Walter Brooks

Walter Brooks was born in Helensburgh on the 13 December 1919 and this is what he wrote about growing up and living and working in Helensburgh.

The house he lived in (all his life) was bought by his father in 1917, a fairly old house then, made of fibro and weatherboard. It had three bedrooms, small kitchen, lounge room and dining-room combined, with a front verandah. Most other houses in the street were made up of corrugated iron, weather board and fibro and were quite comfortable. The old front fence was replaced by a cement rendered fence and there was a laundry and shower recess combined and a small back verandah. In the early days, before the water was laid on in about 1950, there was a cement water tank and a six feet deep well from which, when there was a drought, they were able to supply water for the neighbours.
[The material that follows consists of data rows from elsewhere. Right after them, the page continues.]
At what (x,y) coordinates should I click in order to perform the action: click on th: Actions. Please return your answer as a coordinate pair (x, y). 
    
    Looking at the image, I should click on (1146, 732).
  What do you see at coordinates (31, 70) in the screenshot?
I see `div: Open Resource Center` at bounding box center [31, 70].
As there was no fridge or ice chest in the early days they had to depend on the well to keep the butter and jellies cool. They used to hang them down the well in billy cans, and before electricity came to Helensburgh the family relied on kerosene lamps and candles at night. They were a fire hazard and his parents were very much wary of them.

The home had a rather big yard in which Walter grew quite a few vegetables; potatoes, onions, lettuce, beans, chokos, spinach and pumpkin, and up the backyard, in a fenced off area, a young girl’s parents built a stable so that she could keep her horse in it. Walter cleaned the stables out, the weeds were kept down and he had the manure for his garden.

During the depression Walter’s father was out of work and he couldn’t get a job when he left school at 14, until he was 15½. His first job was to look after the shoes of a Sydney shop for fifteen shillings. After paying for fares and board he was left with two shillings. The family of three lived on five shillings a week, his mother made everything, pies and bread, and his father grew vegetables. Handouts of groceries were received from the government every now and then, they had to go to the picture show with an order form which they received at the police station. There would be a big line up and they would get gabardine trousers, boots like army boots, and some food. People would come round to buy jewellery and any valuables and gold framed spectacles.

The kerb and guttering down the main street was all done by men on relief work, and the roads were maintained by them. The work was very temporary.

When they played rugby one team would have guernseys and the other would be wearing old sugar bags with holes cut out for armholes.

Tuesdays and Thursdays cattle would be driven up through the town to the slaughter-yard. There would be four or five horses tethered out the front of the pub when they’d finish work. The slaughter-yard would supply butchers at Wombarra, Scarborough and locally with sheep, pigs and cattle. They’d bring the slaughtered meat in a dray with calico bags and leaves over it to keep the flies off. The meat was good, you just had to eat it quick because there was no refrigeration.

When he was a child Walter’s father brought a pianola – and he paid more for that than he did for the house. They used to have some great sing-a-longs in those days. The cinema had a pianola and Beech Pallier had a shooting gallery on the site of the picture show, the Empire Theatre. There was a target down the other end of a tunnel.

They used to be in the bush a lot as kids, down the creek at the bottom of Short Street and they would walk through to the pit. The crawchies were big in those days; they would get them in the dam and the creek. With a bit of meat on a string, you had to have a lot of patience to draw in the crawchie to catch it before it dropped off.

About 1950 Helensburgh got a water supply. Walter remembered Mrs Charlie Harper, the oldest resident at the time, turning it on, and dancing in the streets. New arrivals to Australia had to do two years’ public work before they could get private work. Doctors, lawyers, all sorts, were digging the trenches for the water for Helensburgh.

The mine came first: “When they got the crib room and urn I went out and got myself a mug and billycan to drink the tea. But it only lasted a week, the tea was so hot and when I got back to work I’d be sweating too much. I was going to throw them away when I left the mine but now they’re in the Historical Society. I was the last bloke down the mine with my own water bottle – ‘cause of the hot tea.

I was the first bloke to drive a shuttle car down the mine in 1950. I drove them for 29 years, better than driving horses and the wages were better. It was still very dirty until about 1965; the big fans would blow the dust away into the ventilating tubes.”

In the older days so many miners were dusted. Walter saw a man drop dead in the street and some were bedridden for 20 years. They got 1,000 pounds in those days to keep them for the rest of their lives. Before compensation the dusted and injured miners got nothing.

When he worked at the time they paid seven shillings and two pence a ton for coal for their use at home, plus the cartage. A concession that the Miners’ Federation won for the workers was that retired miners would get two ton a year free, they just paid cartage.

When his father worked in the mine they paid two shillings and ten pence a fortnight for health care for the family, that included the doctor, the ambulance and Prince Alfred Hospital.